ADDW

RISC-V ADDW Instruction Details

Instruction ManualR-type

Add lower 32 bits of rs1 and rs2, producing 32-bit result sign-extended to 64 bits

Instruction Syntax

addw rd, rs1, rs2
Operand Breakdown
Destination rd: register receiving the operation result.
Source rs1: register holding the first operand.
Source rs2: register holding the second operand.
RV64IArithmetic32-bit Operational

Instruction Encoding

31..25
funct7
24..20
rs2
19..15
rs1
14..12
funct3
11..7
rd
6..0
opcode

ADDW uses opcode 0111011 (0x3b), funct3 000, funct7 0000000. The rs1 and rs2 fields select the two source registers, and rd selects the destination register.

Format: R-type
opcode: 0111011 (0x3b)
funct3: 000 (0x0)
funct7: 0000000 (0x00)

Instruction Behavior

ADDW (R-type, opcode=0111011, funct7=0000000, funct3=000) adds the lower 32 bits of rs1 and rs2, ignores overflow, sign-extends the 32-bit result to 64 bits, and writes it to rd.
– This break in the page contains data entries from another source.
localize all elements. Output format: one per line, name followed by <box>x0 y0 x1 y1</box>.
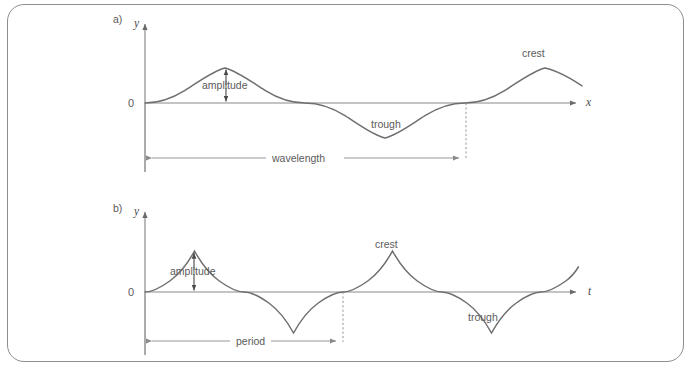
panel-b-y-axis-label: y <box>133 205 140 218</box>
figure-canvas: a) y x 0 amplitude crest trough <box>0 0 692 369</box>
panel-a-crest-label: crest <box>522 47 545 59</box>
panel-b-origin-label: 0 <box>128 286 134 298</box>
panel-b: b) y t 0 amplitude crest trough <box>113 202 592 355</box>
panel-b-trough-label: trough <box>468 311 498 323</box>
panel-a-x-axis-label: x <box>585 96 592 108</box>
panel-b-crest-label: crest <box>375 238 398 250</box>
panel-a-amplitude-label: amplitude <box>202 79 248 91</box>
panel-a-trough-label: trough <box>371 118 401 130</box>
panel-a-wavelength-label: wavelength <box>271 152 325 164</box>
panel-b-amplitude-label: amplitude <box>170 265 216 277</box>
panel-a-label: a) <box>113 13 122 25</box>
figure-root: a) y x 0 amplitude crest trough <box>0 0 692 369</box>
panel-a-y-axis-label: y <box>133 17 140 30</box>
panel-a-origin-label: 0 <box>128 97 134 109</box>
panel-a: a) y x 0 amplitude crest trough <box>113 13 592 172</box>
panel-b-label: b) <box>113 202 122 214</box>
panel-b-period-label: period <box>236 335 265 347</box>
panel-b-t-axis-label: t <box>588 285 592 297</box>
Unlike ADD (full 64-bit operation), ADDW operates only on the lower 32 bits and sign-extends.

Common Usage Scenarios

Address & Pointer

Understand this scenario with real code like «addw x10, x11, x12 # x10 = sign-extend((x11[31:0] + x12[31:0])[31:0])».

Basic Arithmetic

Understand this scenario with real code like «addw x10, x11, x12 # x10 = sign-extend((x11[31:0] + x12[31:0])[31:0])».

Pre-Use Checklist

Syntax Check
  • Confirm the current instruction format is R-type.
  • Confirm the operand order matches the example.
Semantic Check
  • Ensure the destination register usage is compatible with the calling convention.
  • Confirm this is not the lower-level form of a pseudo-instruction expansion.
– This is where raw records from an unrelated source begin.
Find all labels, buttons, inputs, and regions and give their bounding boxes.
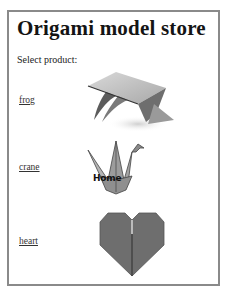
home-overlay-label[interactable]: Home (93, 173, 121, 183)
product-link-heart[interactable]: heart (19, 236, 38, 246)
frog-image[interactable] (86, 66, 180, 134)
heart-image[interactable] (99, 212, 165, 278)
crane-image[interactable] (86, 140, 150, 198)
page-title: Origami model store (17, 16, 206, 41)
product-link-frog[interactable]: frog (19, 95, 35, 105)
product-link-crane[interactable]: crane (19, 162, 40, 172)
select-product-label: Select product: (17, 54, 77, 65)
Pitfalls / Common Confusions

Overflow is silently ignored
Result is always 32-bit sign-extended
W-suffix instructions produce a 32-bit result and sign-extend bit 31 to XLEN; do not treat them as ordinary 64-bit operations.
These W-suffix forms belong to RV64I or RV64 extension instructions; RV32 has no corresponding forms.